I ordered a second UPS because thanks to PeaNUT, I saw that my current UPS is only providing 20 minutes of uptime. Unfortunately, as of this post, PeaNUT will only read one UPS’ metrics from Network UPS Tools per PeaNUT instance, so I’m going to start scraping the metrics into Prometheus and displaying them with Grafana. Here’s how I did it.
Prerequisites
- A working Network UPS Tools (aka NUT) instance. I documented setting one up in Set up nut-upsd and peanut in your homelab
- A Linux server with docker-compose and docker, podman or containerd set up.
- Working Prometheus and Grafana servers. I documented setting them up with
docker-compose
here.
Setup
Configure the NUT exporter for Prometheus
I decided to use the hon95/prometheus-nut-exporter container to proxy metrics from NUT to Prometheus.
Here’s a docker-compose.yaml
file for starting nut-upsd and the prometheus nut exporter. For simplicity, I’m not including how to make it accessible via https. If you do want to secure the exporter with SSL, I documented how to use nginx-proxy-manager as an SSL reverse proxy here.
version: '3.9'
services:
# Details on nuts-upsd configuration are at https://unixorn.github.io/post/homelab/homelab-nut-upsd
nut-upsd:
image: instantlinux/nut-upsd
container_name: nut
environment:
- API_PASSWORD=${API_PASSWORD:-'aPasswordForAPIaccess'}
- TZ=${TZ:-America/Denver}
# Driver found with this tool https://networkupstools.org/stable-hcl.html
- DRIVER=usbhid-ups
# If you want to have the UPS show up in grafana named something other than 'ups' set name
# - NAME=cp800avr
devices:
# Device numbers are subject to change, so map in the whole bus so nuts-upsd can find your UPS
- /dev/bus/usb:/dev/bus/usb
ports:
- "3493:3493"
restart: unless-stopped
prometheus-nut-exporter:
image: hon95/prometheus-nut-exporter:stable
container_name: prometheus-nut-exporter
environment:
- HTTP_PATH=/nut
- TZ=${TZ:-America/Denver}
# Defaults
#- RUST_LOG=info
#- HTTP_PORT=9995
#- HTTP_PATH=/nut
#- LOG_REQUESTS_CONSOLE=false
#- PRINT_METRICS_AND_EXIT=false
ports:
- "9995:9995"
# Don't start until nut-upsd is running so we don't serve garbage data
# to prometheus when it scrapes us
depends_on:
- nut-upsd
restart: unless-stopped
Run docker-compose up -d
and you should be able to go to http://yourserver.example.com:9995/nut?target=nut-upsd:3493 and see output similar to this:
# TYPE nut_exporter_info info
# UNIT nut_exporter_info
# HELP nut_exporter_info Metadata about the exporter.
nut_exporter_info{version="1.2.1"} 1
# TYPE nut_server_info info
# UNIT nut_server_info
# HELP nut_server_info Metadata about the NUT server.
nut_server_info{version="2.8.1"} 1
# TYPE nut_ups_info info
# UNIT nut_ups_info
# HELP nut_ups_info Metadata about the UPS.
nut_ups_info{ups="ups",description="UPS",device_type="ups",manufacturer="CPS",model="CP800AVRa",battery_type="PbAcid",driver="usbhid-ups",driver_version="2.8.1",driver_version_internal="0.52",driver_version_data="CyberPower HID 0.8",usb_vendor_id="0764",usb_product_id="0501",type="ups",nut_version="2.8.1"} 1
# TYPE nut_info info
# A lot more information snipped for brevity
The example URL assumes you’re running nut-upsd
out of the same docker-compose.yaml
file you’re using to run the exporter. If not, replace nut-upsd
in the link with an ip or dns name so it looks like http://yourserver.example.com:9995/nut?target=nut-upsd.example.com:3493
Add NUT scrape configuration to Prometheus
Here’s the nut
scrape job I’m using, with my hostnames stripped. More detailed configuration instructions available at github.com/hon95/prometheus-nut-exporter site.
global:
scrape_interval: 15s
scrape_timeout: 10s
scrape_configs:
- job_name: "nut"
scrape_interval: 30s
static_configs:
# Insert NUT server address here
- targets: ["nut-upsd:3493"]
metrics_path: /nut
relabel_configs:
- source_labels: [__address__]
target_label: __param_target
- source_labels: [__param_target]
target_label: instance
- target_label: __address__
# Insert NUT exporter address here
replacement: your.exporter.server.example.com:9995
Add a nut dashboard to Grafana
Finally, add a dashboard to your grafana instance to display your nut metrics. I’m using the one here - the ID is 14371 if you want to directly import it to grafana.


§ What to do
Where does the string "each" occur in the records below? Copy every line that holds it.

§ Collection entries
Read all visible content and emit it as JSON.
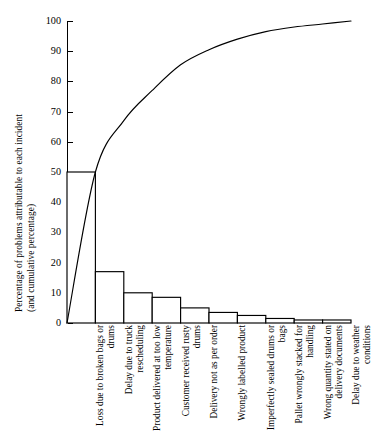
{
  "chart_data": {
    "type": "bar",
    "title": "",
    "subtitle": "",
    "xlabel": "",
    "ylabel": "Percentage of problems attributable to each incident (and cumulative percentage)",
    "ylabel_line1": "Percentage of problems attributable to each incident",
    "ylabel_line2": "(and cumulative percentage)",
    "ylim": [
      0,
      100
    ],
    "yticks": [
      0,
      10,
      20,
      30,
      40,
      50,
      60,
      70,
      80,
      90,
      100
    ],
    "ytick_labels": [
      "0",
      "10",
      "20",
      "30",
      "40",
      "50",
      "60",
      "70",
      "80",
      "90",
      "100"
    ],
    "grid": false,
    "legend": "none",
    "categories": [
      "Loss due to broken bags or drums",
      "Delay due to truck rescheduling",
      "Product delivered at too low temperature",
      "Customer received rusty drums",
      "Delivery not as per order",
      "Wrongly labelled product",
      "Imperfectly sealed drums or bags",
      "Pallet wrongly stacked for handling",
      "Wrong quantity stated on delivery documents",
      "Delay due to weather conditions"
    ],
    "values": [
      50,
      17,
      10,
      8.5,
      5,
      3.5,
      2.5,
      1.5,
      1,
      1
    ],
    "series": [
      {
        "name": "Percentage of problems attributable to each incident",
        "type": "bar",
        "values": [
          50,
          17,
          10,
          8.5,
          5,
          3.5,
          2.5,
          1.5,
          1,
          1
        ]
      },
      {
        "name": "Cumulative percentage",
        "type": "line",
        "values": [
          50,
          67,
          77,
          85.5,
          90.5,
          94,
          96.5,
          98,
          99,
          100
        ]
      }
    ],
    "cumulative_start": 0,
    "bar_color": "#ffffff",
    "bar_edge_color": "#000000",
    "line_color": "#000000"
  }
}
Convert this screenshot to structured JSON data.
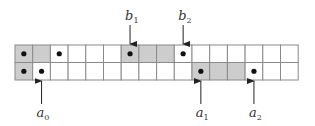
{
  "diagram": {
    "type": "array-pointer-diagram",
    "grid": {
      "rows": 2,
      "cols": 16,
      "origin_x": 15,
      "origin_y": 45,
      "cell_w": 17.7,
      "cell_h": 17.5,
      "line_color": "#8a8a8a",
      "shade_color": "#cdcdcd",
      "dot_color": "#111111"
    },
    "row_0": {
      "shaded": [
        0,
        1,
        6,
        7,
        8
      ],
      "dots": [
        0,
        2,
        6,
        9
      ]
    },
    "row_1": {
      "shaded": [
        0,
        10,
        11,
        12
      ],
      "dots": [
        0,
        1,
        10,
        13
      ]
    },
    "pointers_top": [
      {
        "name": "b",
        "sub": "1",
        "row": 0,
        "col": 6
      },
      {
        "name": "b",
        "sub": "2",
        "row": 0,
        "col": 9
      }
    ],
    "pointers_bottom": [
      {
        "name": "a",
        "sub": "0",
        "row": 1,
        "col": 1
      },
      {
        "name": "a",
        "sub": "1",
        "row": 1,
        "col": 10
      },
      {
        "name": "a",
        "sub": "2",
        "row": 1,
        "col": 13
      }
    ]
  }
}
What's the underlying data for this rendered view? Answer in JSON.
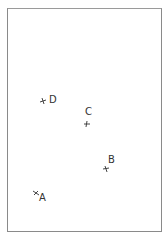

§ Completed exercise
    "ylabel": "Percentage of problems attributable to each incident (and cumulative percentage)",
    "ylabel_line1": "Percentage of problems attributable to each incident",
        "name": "Percentage of problems attributable to each incident",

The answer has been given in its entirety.